The United Kingdom is pausing the planned secession of the Chagos Islands to Mauritius following a rebuke from the Trump administration.
Foreign Office minister Hamish Falconer announced on Wednesday that the British government is “pausing for discussions with our American counterparts” after the United States expressed deep concern for the future of Diego Garcia — a joint military base on the archipelago’s largest island.
“There was support from the U.S. administration for this treaty, which has not changed,” Falconer said. “There clearly has been a statement from the president of the United States more recently from the president, which is very significant.”

“We are now discussing those concerns with the United States directly,” the minister continued. “We have a process going through Parliament in relation to the treaty.”
President Donald Trump has flip-flopped on the secession of Diego Garcia multiple times — at first firmly opposing the deal, then accepting the assertion that Prime Minister Keir Starmer’s hands were tied, then flipping again to demand the U.K. refuse to cede the islands.
“Prime Minister Starmer should not lose control, for any reason, of Diego Garcia, by entering a tenuous, at best, 100 Year Lease,” Trump said in his latest commentary on the deal, claiming the handover would prove to be a “blight on our Great Ally.”
The claim that the government is “pausing” the deal was later disputed in a report from the BBC, which cited a government source as saying that “there is no pause, we have never set a deadline and timings will be announced in the usual way.”
Starmer’s office said on Wednesday that the U.K. position has not changed but that they are awaiting “discussions with the US on next steps.”
PETER MANDELSON DENIES ‘BASELESS’ CLAIM OF FLEEING UK FOR BRITISH VIRGIN ISLANDS
Reform UK leader Nigel Farage inserted himself into the debate over the future of Chagos on Wednesday, asserting that the neighboring Maldives boasts a parallel claim to the islands and is liable to countersue Mauritius for the territory.
“I wish to inform the government that we are just a few days away, in my opinion, from the Maldives issuing a counterclaim to the International Court of Justice to say, if anybody has the right to the sovereignty of those islands, it is the Maldives and not Mauritius,” Farage told Parliament. “I would urge you to pause all of this.”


■ PROBLEM DESCRIPTION: Go through the listing and copy each line that has the string "Image" in it.
*** Opening DATA FOR THE TASK ***
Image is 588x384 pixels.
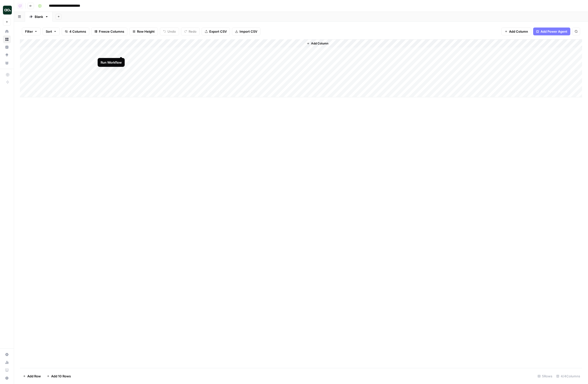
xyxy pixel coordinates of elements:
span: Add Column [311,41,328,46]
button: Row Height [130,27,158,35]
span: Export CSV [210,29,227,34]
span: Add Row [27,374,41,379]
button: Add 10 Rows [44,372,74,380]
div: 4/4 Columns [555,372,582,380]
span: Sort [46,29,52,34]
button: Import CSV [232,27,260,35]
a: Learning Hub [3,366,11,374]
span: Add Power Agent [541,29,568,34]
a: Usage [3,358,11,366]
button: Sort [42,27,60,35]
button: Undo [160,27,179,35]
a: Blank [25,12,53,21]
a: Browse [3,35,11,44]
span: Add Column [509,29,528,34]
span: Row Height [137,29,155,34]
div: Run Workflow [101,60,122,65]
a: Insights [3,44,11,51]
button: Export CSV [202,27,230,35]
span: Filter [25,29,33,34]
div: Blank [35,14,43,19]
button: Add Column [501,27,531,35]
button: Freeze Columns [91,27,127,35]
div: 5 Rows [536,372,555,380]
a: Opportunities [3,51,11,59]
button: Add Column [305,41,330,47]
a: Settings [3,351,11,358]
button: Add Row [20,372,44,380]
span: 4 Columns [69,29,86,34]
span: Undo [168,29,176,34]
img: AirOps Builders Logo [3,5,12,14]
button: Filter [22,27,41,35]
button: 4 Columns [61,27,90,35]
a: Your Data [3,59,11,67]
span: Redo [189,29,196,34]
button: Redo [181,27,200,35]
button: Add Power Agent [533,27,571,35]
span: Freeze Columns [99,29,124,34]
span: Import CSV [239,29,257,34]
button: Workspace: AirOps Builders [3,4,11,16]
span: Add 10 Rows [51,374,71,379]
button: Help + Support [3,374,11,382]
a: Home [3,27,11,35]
*** Closing DATA FOR THE TASK ***
*** Opening DATA FOR THE TASK ***
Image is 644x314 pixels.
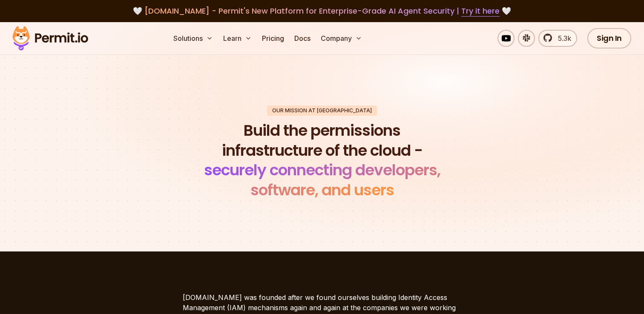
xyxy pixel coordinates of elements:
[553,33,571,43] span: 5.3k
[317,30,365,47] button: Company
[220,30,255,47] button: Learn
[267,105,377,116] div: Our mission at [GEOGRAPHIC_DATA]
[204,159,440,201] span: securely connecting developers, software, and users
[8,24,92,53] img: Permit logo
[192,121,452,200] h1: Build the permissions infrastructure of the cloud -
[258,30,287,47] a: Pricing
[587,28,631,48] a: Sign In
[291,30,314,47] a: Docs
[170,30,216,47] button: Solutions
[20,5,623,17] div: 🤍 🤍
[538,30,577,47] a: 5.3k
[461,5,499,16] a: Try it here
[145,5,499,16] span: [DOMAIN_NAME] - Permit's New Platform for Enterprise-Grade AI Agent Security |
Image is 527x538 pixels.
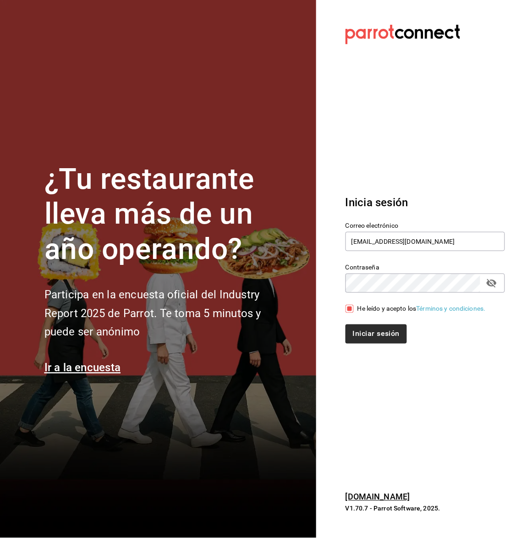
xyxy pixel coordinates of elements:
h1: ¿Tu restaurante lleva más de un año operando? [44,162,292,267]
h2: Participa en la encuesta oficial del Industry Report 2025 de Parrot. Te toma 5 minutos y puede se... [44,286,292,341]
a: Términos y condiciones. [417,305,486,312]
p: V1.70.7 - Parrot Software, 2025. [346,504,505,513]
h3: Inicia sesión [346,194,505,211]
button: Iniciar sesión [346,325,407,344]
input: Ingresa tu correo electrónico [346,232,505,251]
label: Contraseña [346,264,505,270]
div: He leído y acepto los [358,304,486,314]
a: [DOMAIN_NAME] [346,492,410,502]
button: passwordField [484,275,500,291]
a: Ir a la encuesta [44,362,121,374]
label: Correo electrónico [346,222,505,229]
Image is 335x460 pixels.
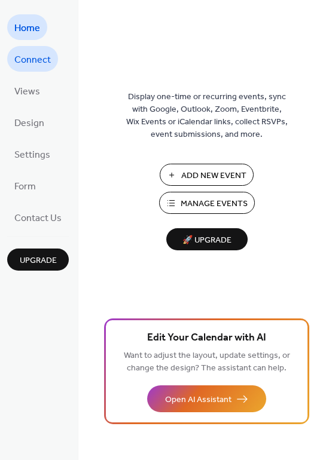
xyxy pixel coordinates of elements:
*** Closing DATA FOR THE TASK ***
■ ANSWER FOR THE TASK:
Image is 588x384 pixels.
Image is 644x314 pixels.
Image is 527x538 pixels.
Image is 335x460 pixels.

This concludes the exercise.